The 2026 Saginaw bond authorizes $59 million in city spending funded through debt — and that debt gets repaid through your property tax bill. The city will add a debt-service rate on top of the existing tax rate. How much you pay depends on your appraised value and what the city ultimately sets as the I&S rate each year.
What the 2026 Saginaw Bond Package Authorized
Voters approved three propositions: $38 million for road and drainage improvements, $6 million for park upgrades, and $15 million for a new animal control facility — $59 million total. These are capital projects the city cannot fund from its annual operating budget, so it issues debt (bonds) and pays it off over time, typically 15 to 20 years.
How Bond Debt Actually Becomes a Higher Tax Bill
Texas cities fund bond debt through the Interest and Sinking (I&S) portion of their property tax rate, sometimes called the 'debt service rate.' When Saginaw issues these bonds, it adds to the I&S rate on your annual tax notice. On a $300,000 home, one cent per $100 of value equals $30 a year. Five cents equals $150. The city is required to publish a projected rate impact before each bond election — check Saginaw's official election documents for the specific estimate, since the final rate depends on the issuance schedule and market interest rates at time of sale.

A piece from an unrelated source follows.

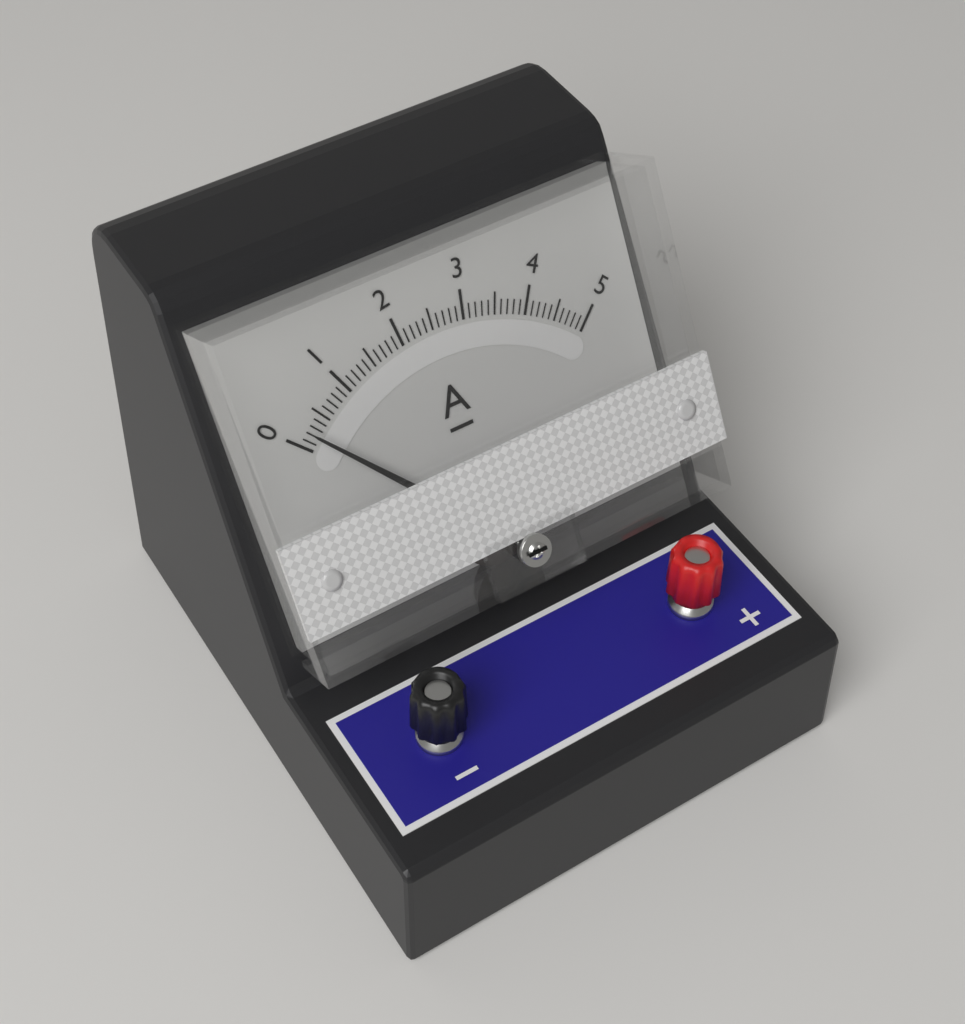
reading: 0.2 A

What This Means for Homeowners
If you plan to stay in the home, the bond is best understood as a long-term infrastructure investment with a cost attached. At Tarrant County's effective blended rate of roughly 2.2%, a $300,000 home already generates about $6,600 in annual taxes before exemptions. Any I&S addition comes on top of that. If you have a homestead exemption, it reduces the taxable value — but it does not eliminate the rate increase. The most important thing to track is your total appraised value each year, not just the rate, because both move.
What This Means for Landlords
Rental properties do not qualify for a homestead exemption, so landlords pay the full appraised value times the full combined rate. A $300,000 rental at 2.2% generates $6,600 in taxes. An additional I&S bump of, say, 3 cents per $100 adds $90/year. That sounds small, but it sits alongside other carrying cost increases — insurance, maintenance, management. And unlike homeowners, landlords can only pass costs to tenants if the local rent market supports it. In a softer 2026 DFW rental market, that pressure is real. The math still usually works, but margins stay thin.

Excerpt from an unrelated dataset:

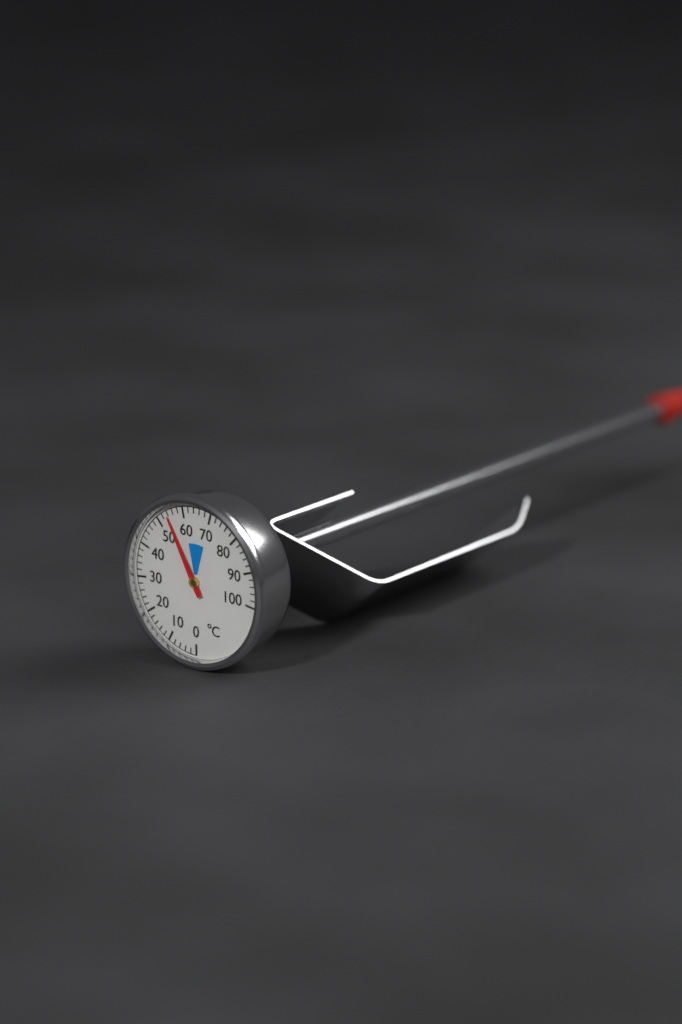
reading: 54 °C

What to Do with This Information
First, check your 2026 notice of appraised value. If the value looks inflated compared to what comparable homes are actually selling for, protesting it is worth the effort — the protest deadline is typically May 15. Second, look at your total effective rate on the notice, not just the city portion. Tarrant County, FWISD, and the city all appear as separate line items. Third, if you own rentals, run a current cash-flow check that includes taxes at their likely 2027 rate — not the rate from two years ago.
Common Questions
Did the 2026 Saginaw bond automatically raise my property taxes?

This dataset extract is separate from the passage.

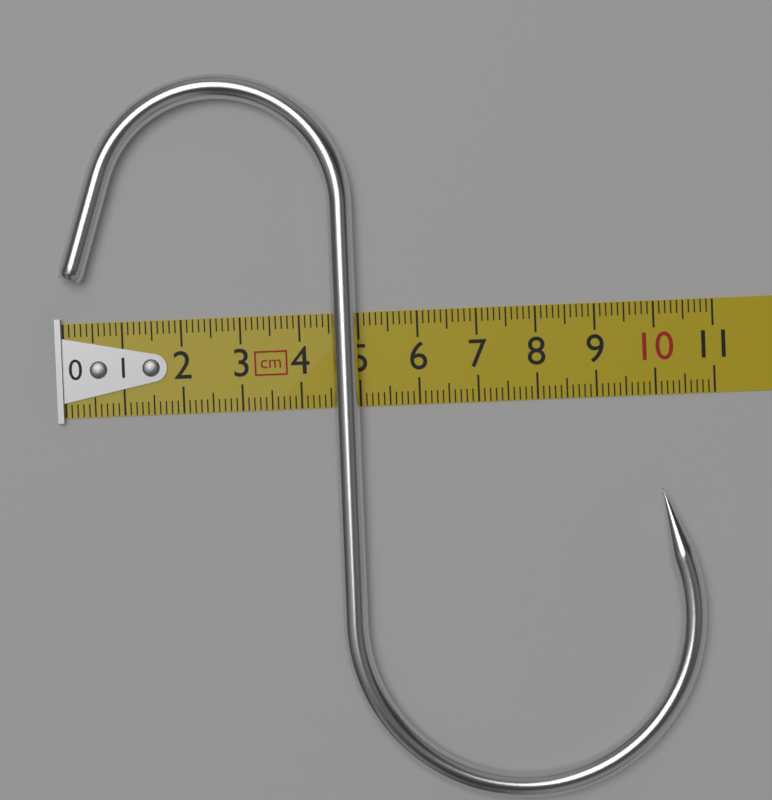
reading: 10.7 cm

Not immediately, but yes over time. Saginaw will issue the bonds in phases and set a debt service rate each year to cover payments. The city's I&S rate will increase as bonds are issued. The full impact rolls in over years, not all at once.
What was the total dollar amount of the 2026 Saginaw bond?
$59 million across three propositions: $38M for roads and drainage, $6M for parks, and $15M for a new animal control facility.
How do I calculate what the bond will cost me personally?
Take your appraised value, divide by 100, and multiply by the I&S rate increase (in cents per $100). On a $300,000 property, a 5-cent rate increase = $15 per $100 × 3 = $45/year added. The city's tax rate notice will show the exact I&S component each year.
Should landlords in 76179 care about the Saginaw bond?
Yes. Rental properties have no homestead exemption, so the full appraised value is taxed. Any rate increase directly reduces net cash flow. Whether that matters depends on how close to break-even the rental already is — but it is not something to ignore on tighter properties.
What should I look at right now?
Check your 2026 notice of appraised value for accuracy, verify the protest deadline (usually May 15), look at your total combined tax rate on the notice, and re-run your rental or ownership math with this year's numbers rather than what you assumed two years ago.